Step 4: Attach Direct Connect Gateway to Transit Gateway

  1. Open the Direct Connect Console

  2. Choose Direct Connect Gateways

  1. Select your DX Gateway

  2. Choose Gateway Associations

  3. Click Associate Gateway

  4. Select the Transit Gateway

  5. Define the AWS prefixes to advertise (example: 192.168.10.0/24)

  1. Choose Associate Gateway

This enables AWS prefixes to be advertised to on-premises via Direct Connect.


Step 5: Create a Transit Gateway Route Table for Failover

  1. In the VPC Console, choose Transit Gateway Route Tables

  1. Click Create Transit Gateway Route Table

  2. Enter a name (example: dx-vpn-failover)

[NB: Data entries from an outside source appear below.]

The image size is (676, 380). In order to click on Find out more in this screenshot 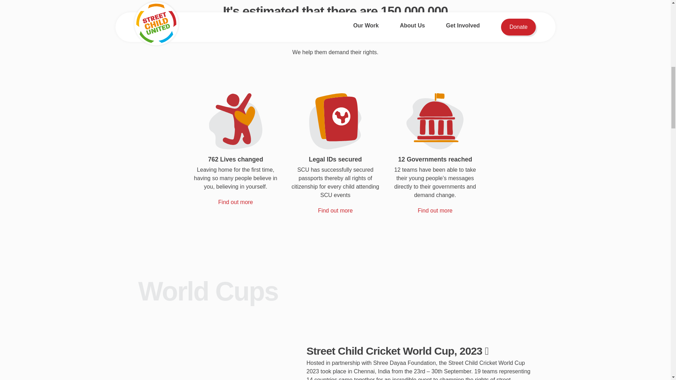, I will do `click(435, 210)`.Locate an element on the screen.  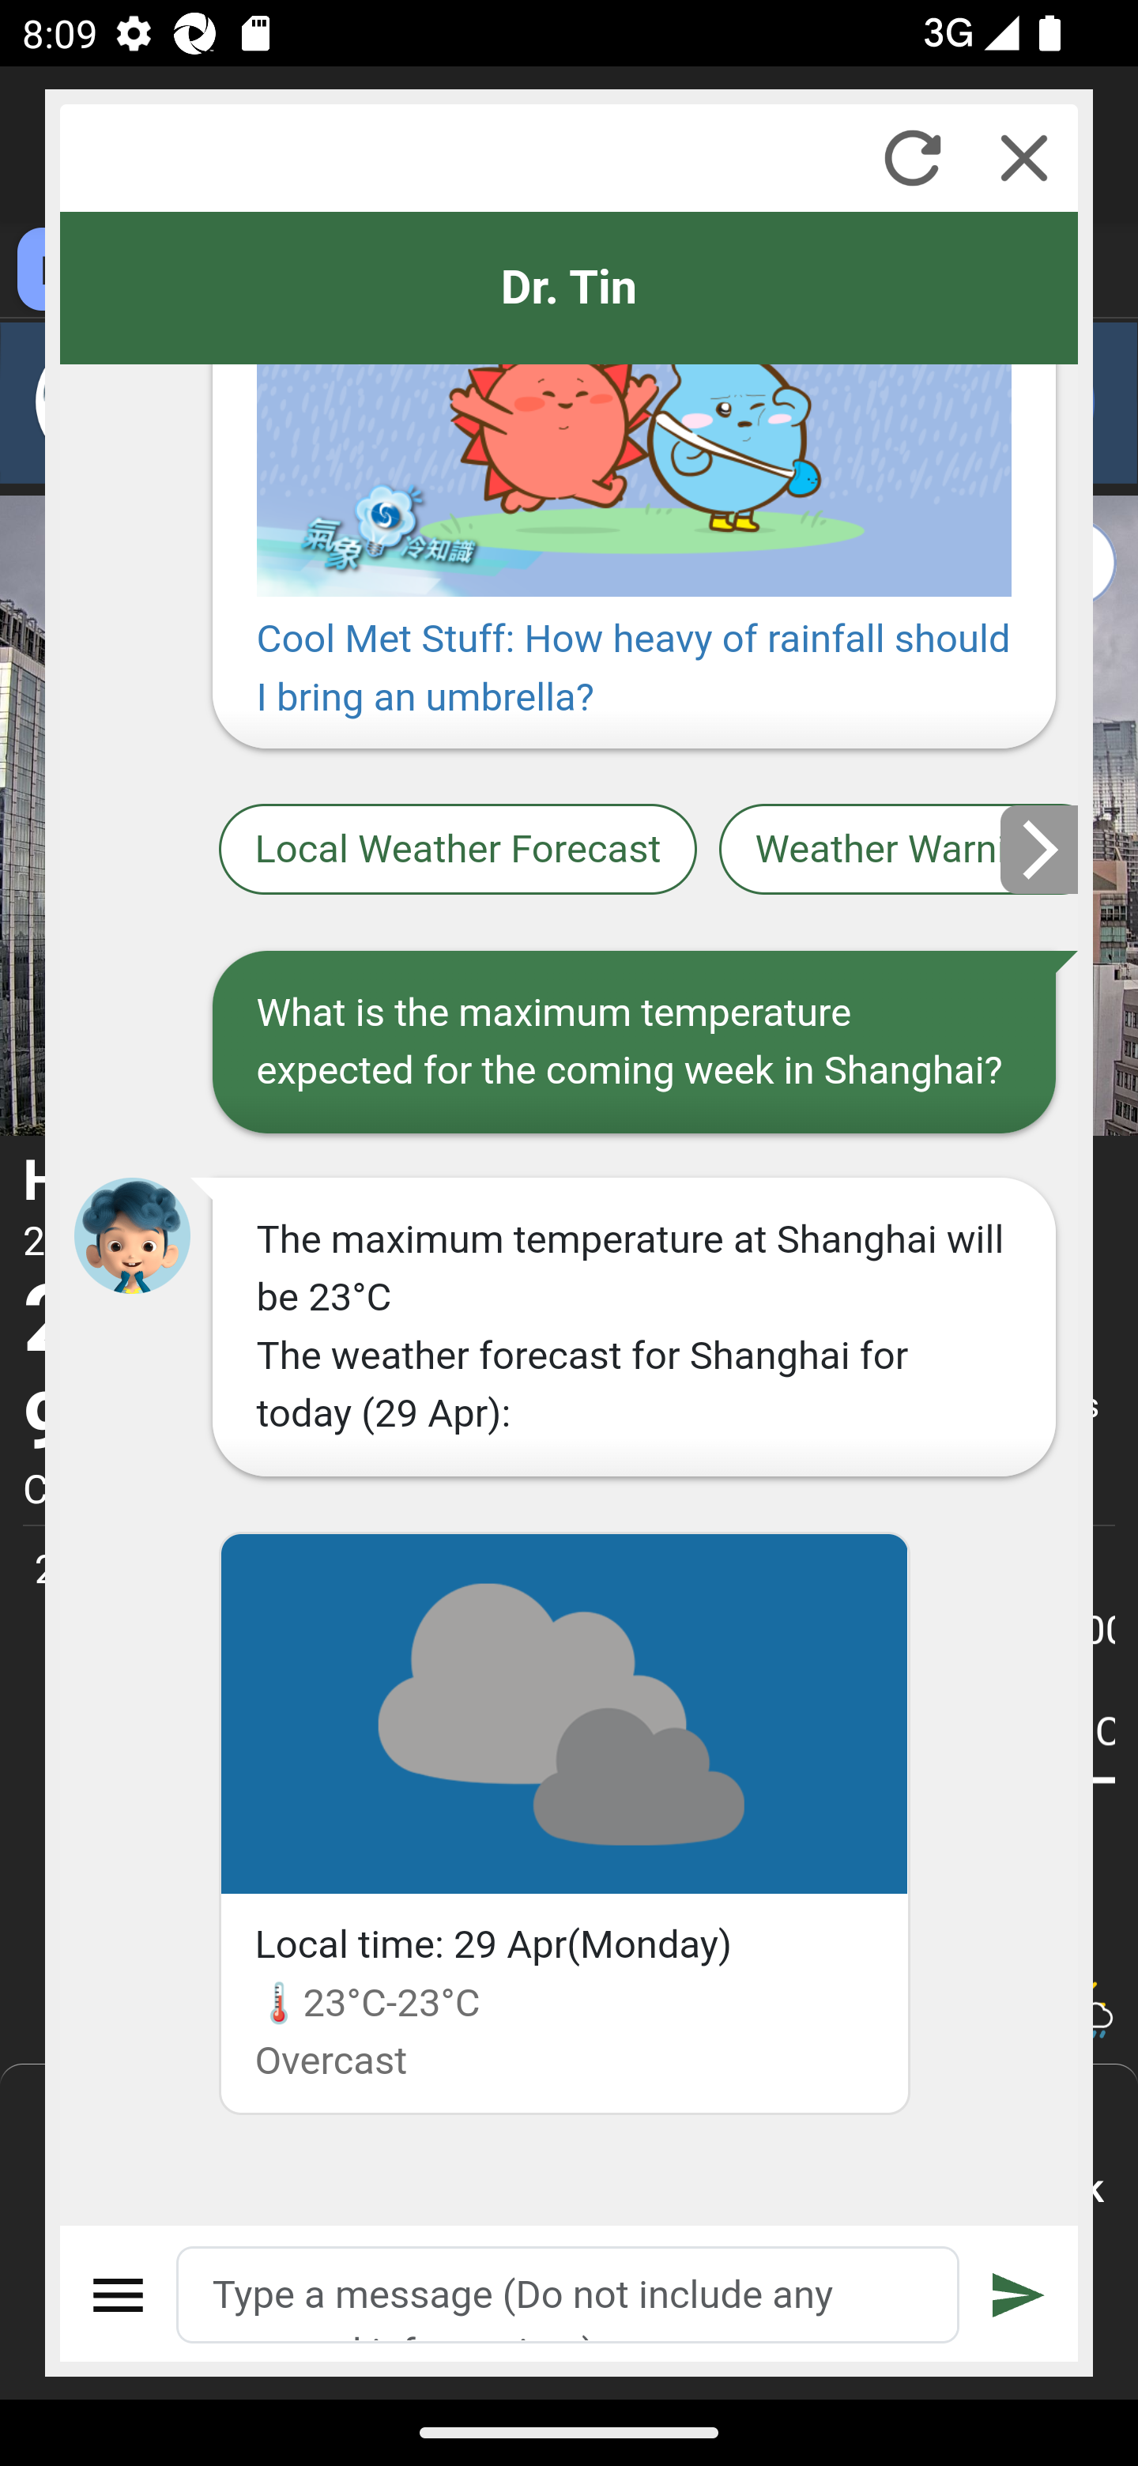
Refresh is located at coordinates (912, 157).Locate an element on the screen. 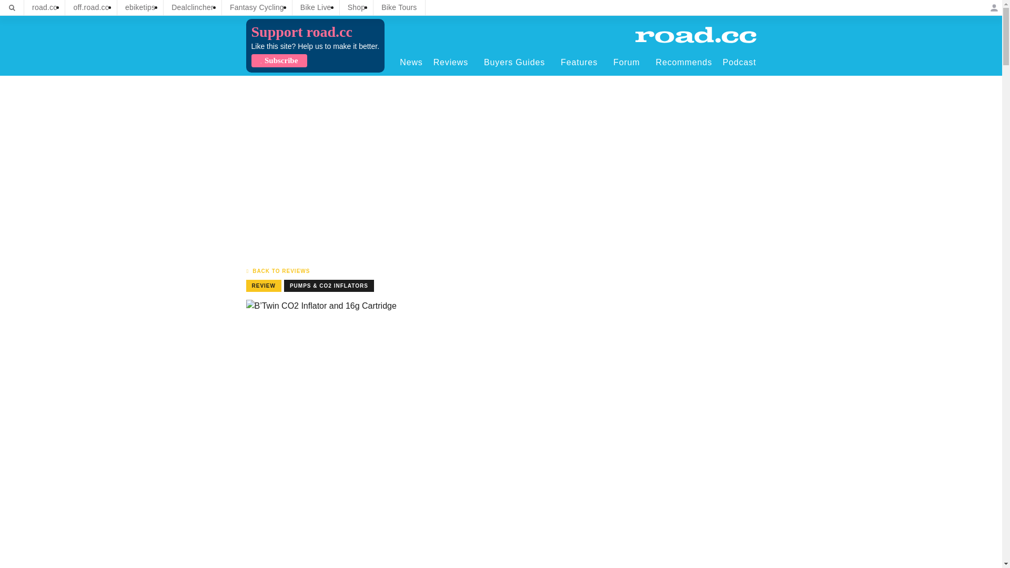 Image resolution: width=1010 pixels, height=568 pixels. Subscribe is located at coordinates (279, 60).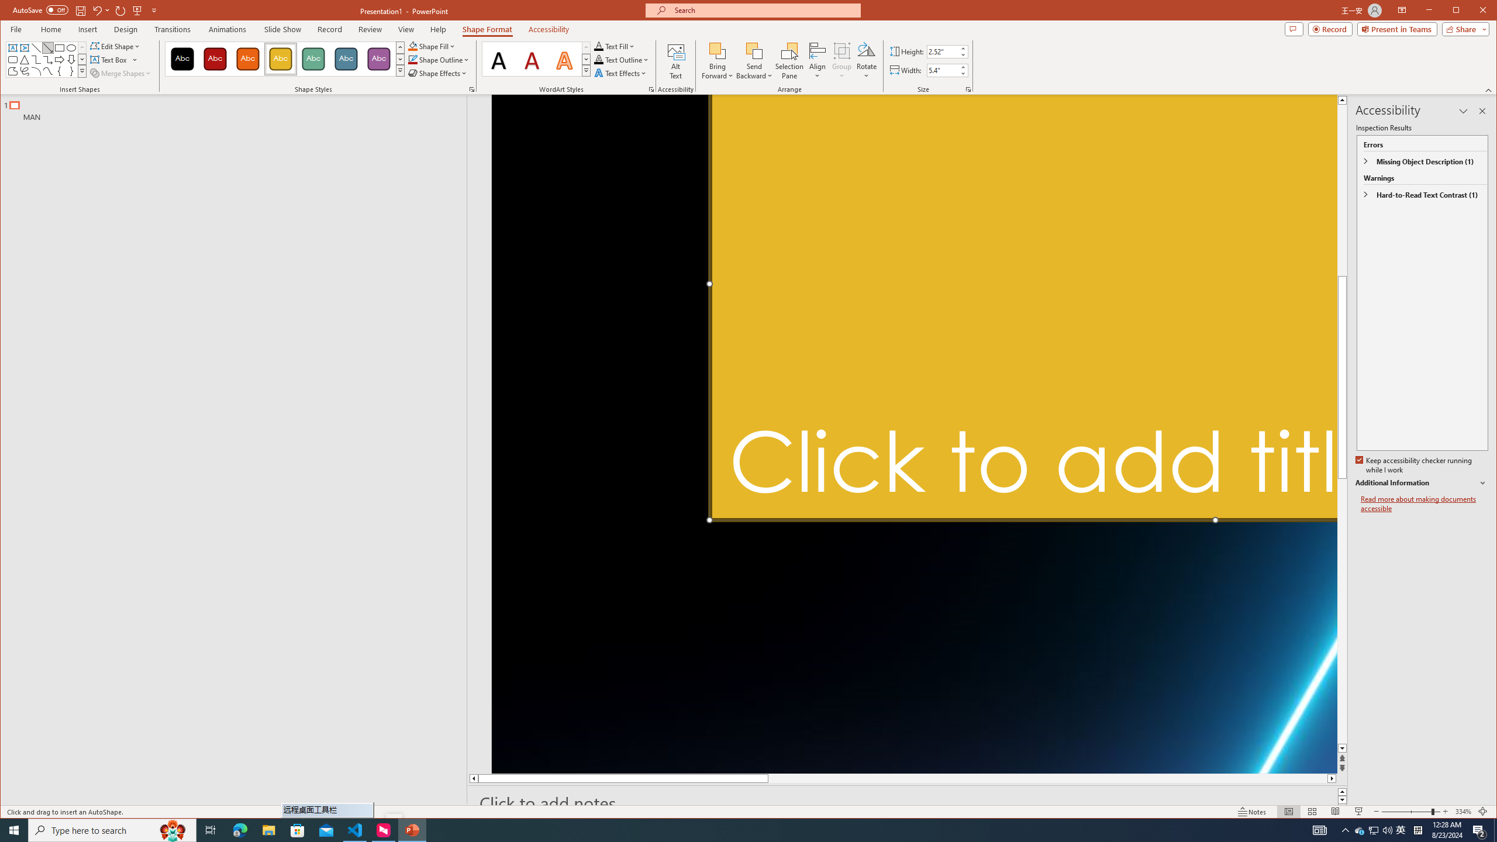  What do you see at coordinates (499, 59) in the screenshot?
I see `Fill: Black, Text color 1; Shadow` at bounding box center [499, 59].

  1. Select the Transit Gateway

  2. Choose Create


Step 6: Associate Attachments with the Route Table

  1. Select the newly created route table

  1. Choose Associations

  2. Click Create Association

  3. Associate the following attachments:

    • VPC attachment

    • Direct Connect gateway attachment

    • VPN attachment

  1. Choose Create Association

Step 7: Enable Route Propagation

  1. Go to the Propagation tab of the route table

  1. Enable propagation for:

    • Direct Connect attachment

    • VPN attachment

  1. Save the changes

This allows Transit Gateway to dynamically learn routes from both DX and VPN.

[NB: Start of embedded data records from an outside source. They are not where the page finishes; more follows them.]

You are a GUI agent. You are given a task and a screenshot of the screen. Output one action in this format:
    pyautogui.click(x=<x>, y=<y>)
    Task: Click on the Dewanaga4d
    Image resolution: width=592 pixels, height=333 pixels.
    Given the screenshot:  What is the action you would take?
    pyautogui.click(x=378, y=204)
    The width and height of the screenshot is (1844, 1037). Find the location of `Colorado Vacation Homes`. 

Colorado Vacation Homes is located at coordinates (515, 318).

Step 8: Update VPC Route Tables

  1. In the VPC Console, choose Route Tables

  2. Select the route table associated with the TGW attachment subnet

  3. Choose Edit routes

  1. Add a route:

    • Destination: On-premises CIDR

    • Target: Transit Gateway

  1. Save changes


How Failover Works

  • Direct Connect routes are preferred due to BGP path selection

  • If Direct Connect becomes unavailable:

    • BGP routes are withdrawn

    • VPN routes automatically become active

  • When Direct Connect is restored:

    • Traffic automatically switches back to DX

✅ No manual intervention required


Best Practices

  • Use BGP (dynamic routing) for faster failover

  • Monitor links using CloudWatch and Direct Connect metrics

  • Deploy redundant VPN tunnels

  • Use multiple Direct Connect locations for higher resilience

  • Test failover regularly


Conclusion

By combining AWS Transit Gateway, Direct Connect, and Site-to-Site VPN, you can build a highly available hybrid network architecture. This design ensures predictable performance under normal conditions and seamless failover during outages.

This approach is widely used in enterprise hybrid cloud deployments and follows AWS networking best practices.